Celebrating the Earth
Global climate progress, coral reef bleaching, and the 25,000 conversation challenge
This past Monday was Earth Day, but really – isn’t every day? From the air we breathe and the water we drink to the food we eat and all the materials we use, it all comes from this Earth. The Earth doesn’t need us: we’re the ones who need it. In fact, we can’t survive without it!
That’s why, given our near-total dependence on its resources, I feel every day should be an opportunity to celebrate and be good stewards of our home.
GOOD NEWS
I often hear from people discouraged about the slow pace of climate action. “We’ve tried so hard to tackle climate change and nothing changed,” they say. “Why even bother anymore?”
While it may feel subtle or almost imperceptible at times, a lot has changed over the last decade. Just 10 years ago, 0.7% of cars sold around the world were electric vehicles. Today, 20% are. In 2015, experts were speculating that solar might become cheaper than natural gas. That future is here today: onshore wind and solar are cheaper to build than new fossil fuel plants.
Before the Paris Agreement, the world was forecast to warm by up to 5 degrees C (9F). Now, as this article explains, that number has been dialed back to 2.7 degrees thanks to already enacted government policies around the world.
Of course we need to do more: the science is clear that every tenth of a degree of warming we avoid will prevent a measurable amount of loss and suffering. But a shift is underway, and these wins must also be celebrated. As I told the reporter who wrote the article above, there is a measurable difference between a pre- and post-Paris world and if we don’t talk about what has been accomplished, we are disempowering and discouraging people from taking action.
NOT-SO-GOOD NEWS
The Earth is suffering its fourth global coral bleaching event in three decades, according to the U.S. National Oceanic and Atmospheric Administration’s Coral Reef Watch. Record-high ocean temperatures have caused bleaching events in coral reefs in at least 54 countries in all three ocean basins — the Atlantic, Pacific and Indian, Reuters reported.
Some fear that coral reefs may not survive. “They’re going into a decline that we cannot stop, unless we really stop carbon dioxide emissions,” says my colleague David Obura, an ecologist and director of a nonprofit that supports coral reef sustainability in East Africa.
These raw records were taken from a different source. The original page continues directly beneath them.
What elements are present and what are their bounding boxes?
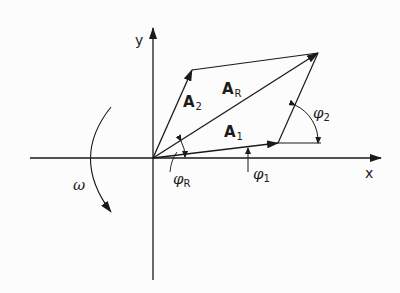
- vector-a1-label: A1: [224, 125, 243, 142]
- phir-label: φR: [173, 172, 190, 189]
- vector-a2-arrow: [153, 70, 192, 158]
- parallelogram-side-right: [278, 53, 318, 143]
- parallelogram-side-top: [192, 53, 318, 70]
- vector-a2-label: A2: [183, 95, 202, 112]
- x-axis-label: x: [365, 166, 373, 180]
- phi2-label: φ2: [313, 106, 330, 123]
- vector-ar-label: AR: [222, 82, 242, 99]
- omega-label: ω: [73, 178, 85, 193]
- phasor-diagram: y x A2 AR A1 φ2 φR φ1 ω: [0, 0, 400, 293]
- rotation-arc: [91, 107, 112, 212]
- y-axis-label: y: [135, 33, 143, 47]
- vector-ar-arrow: [153, 53, 318, 158]
- vector-a1-arrow: [153, 143, 278, 158]
- phi1-label: φ1: [253, 167, 270, 184]
- diagram-canvas: [0, 0, 400, 293]
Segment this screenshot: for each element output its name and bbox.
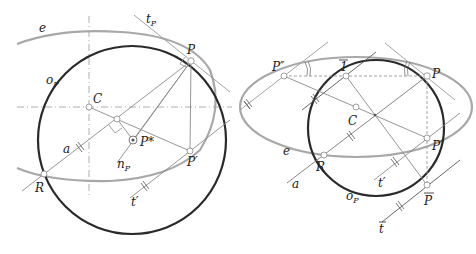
- label-e-right: e: [283, 144, 290, 158]
- point-Pprime: [187, 148, 193, 154]
- pmark-5: [244, 101, 250, 109]
- parallel-mark-a2: [78, 142, 84, 150]
- point-R: [41, 171, 47, 177]
- label-tP: tP: [146, 12, 157, 28]
- right-angle-mark: [109, 125, 122, 133]
- point-C: [86, 104, 92, 110]
- right-figure: P″ 1 P C P′ e R a t′ oP P t: [240, 42, 472, 236]
- label-Pbar: P: [423, 194, 433, 208]
- label-Pstar: P*: [139, 135, 154, 149]
- label-nP: nP: [117, 157, 131, 173]
- label-tprime: t′: [131, 195, 139, 209]
- ellipse-construction-figure: e tP P oP C P* nP P′ a R t′: [0, 0, 476, 254]
- label-a: a: [63, 142, 70, 156]
- point-intersection: [374, 114, 377, 117]
- label-oP-right: oP: [346, 189, 359, 205]
- label-oP: oP: [46, 73, 59, 89]
- line-P-Pprime: [190, 61, 191, 151]
- label-C-right: C: [348, 114, 357, 128]
- point-midpoint: [114, 116, 120, 122]
- label-R: R: [34, 181, 44, 195]
- line-P-Pstar: [133, 61, 191, 140]
- point-R-right: [321, 152, 327, 158]
- line-tbar: [382, 160, 460, 222]
- parallel-mark-t2: [143, 181, 149, 189]
- point-C-right: [353, 104, 359, 110]
- point-P: [188, 58, 194, 64]
- label-Pdbl: P″: [271, 60, 285, 74]
- label-e: e: [39, 21, 46, 35]
- circle-oP-right: [308, 60, 444, 196]
- point-Pstar-inner: [131, 138, 134, 141]
- tangent-tP: [134, 15, 230, 92]
- label-P: P: [186, 43, 196, 57]
- point-P-right: [424, 73, 430, 79]
- label-Pprime: P′: [186, 155, 198, 169]
- label-R-right: R: [315, 160, 325, 174]
- line-onebar-Pbar: [346, 76, 427, 185]
- label-P-right: P: [431, 67, 441, 81]
- angle-arc-Pdbl: [305, 62, 308, 76]
- label-Pprime-right: P′: [431, 139, 443, 153]
- label-C: C: [93, 92, 102, 106]
- parallel-mark-t: [141, 183, 147, 191]
- label-a-right: a: [292, 177, 299, 191]
- point-Pbar: [424, 182, 430, 188]
- point-Pprime-right: [424, 135, 430, 141]
- angle-arc-Pdbl2: [308, 61, 311, 76]
- label-one-bar: 1: [340, 60, 348, 74]
- left-figure: e tP P oP C P* nP P′ a R t′: [17, 12, 232, 234]
- label-tbar: t: [379, 222, 384, 236]
- label-tprime-right: t′: [378, 176, 386, 190]
- tangent-P: [385, 43, 455, 100]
Luiz Rocha, curator of fishes at the California Academy of Sciences, just returned from a deep dive in Australia’s Coral Sea where he saw corals bleaching all the way down to 60 meters (200 feet). “The saddest part of my job is seeing the ecosystem I love and live to protect dying in front of my eyes,” he posted on social media.
Coral reefs support a quarter of the ocean’s biodiversity, as I explain here. And while innovative science can help identify and preserve "super reefs" that are resistant to normal heat waves, the hotter the ocean gets, the less effective these measures will be. As Luiz says, the solution is clear: swift action must occur at all levels to reduce fossil fuel use.
WHAT YOU CAN DO
Citizen’s Climate Lobby – one of the organizations I serve as science advisor to – is encouraging you to have open and honest conversations about climate change with your friends, family, and communities.
This Earth Month, they have a goal of 25,000 climate conversations to break the silence about climate change and pave the way for action. As they say here, “For such a big problem, we don’t talk much about climate change. All that silence makes climate change seem less urgent than it actually is, which in turn keeps us from adopting solutions at the pace that is needed. After all, if nobody is talking about it, how important can it be?”
To inspire these conversations, they’re using my head-heart-hands template: help people connect what they know to why they care and what they can do about it. And they’re tracking them! As of today, volunteers have racked up at least 17,760 conversations.
Click here to log your own conversations and help them get to 25,000 by the end of the month. If you’re looking for more topics to get you started, browse through the newsletter archives and give my TED talk a watch. Once you get the hang of it, you’ll see it’s not nearly as hard as you thought!
Fri., May 3rd at 6pm and 7:30pm CT - Science by the Glass with the TTU Climate Center - in person at Nashwell Café in Lubbock, TX
Yes, I agree! Every day is an opportunity to save our planet https://open.substack.com/pub/lifeisajourney/p/celebrating-earth-day-and-national?r=19b1p&utm_medium=ios
I am interested in training adults to do Climate Conversations but they require one to know enough about the multiple issues involved in the Climate Crisis. Is there some resource I can consider referring them to that will given them enough background to connect personal stories to some part of the climate crisis - as it has so many issues that might come up in a conversation?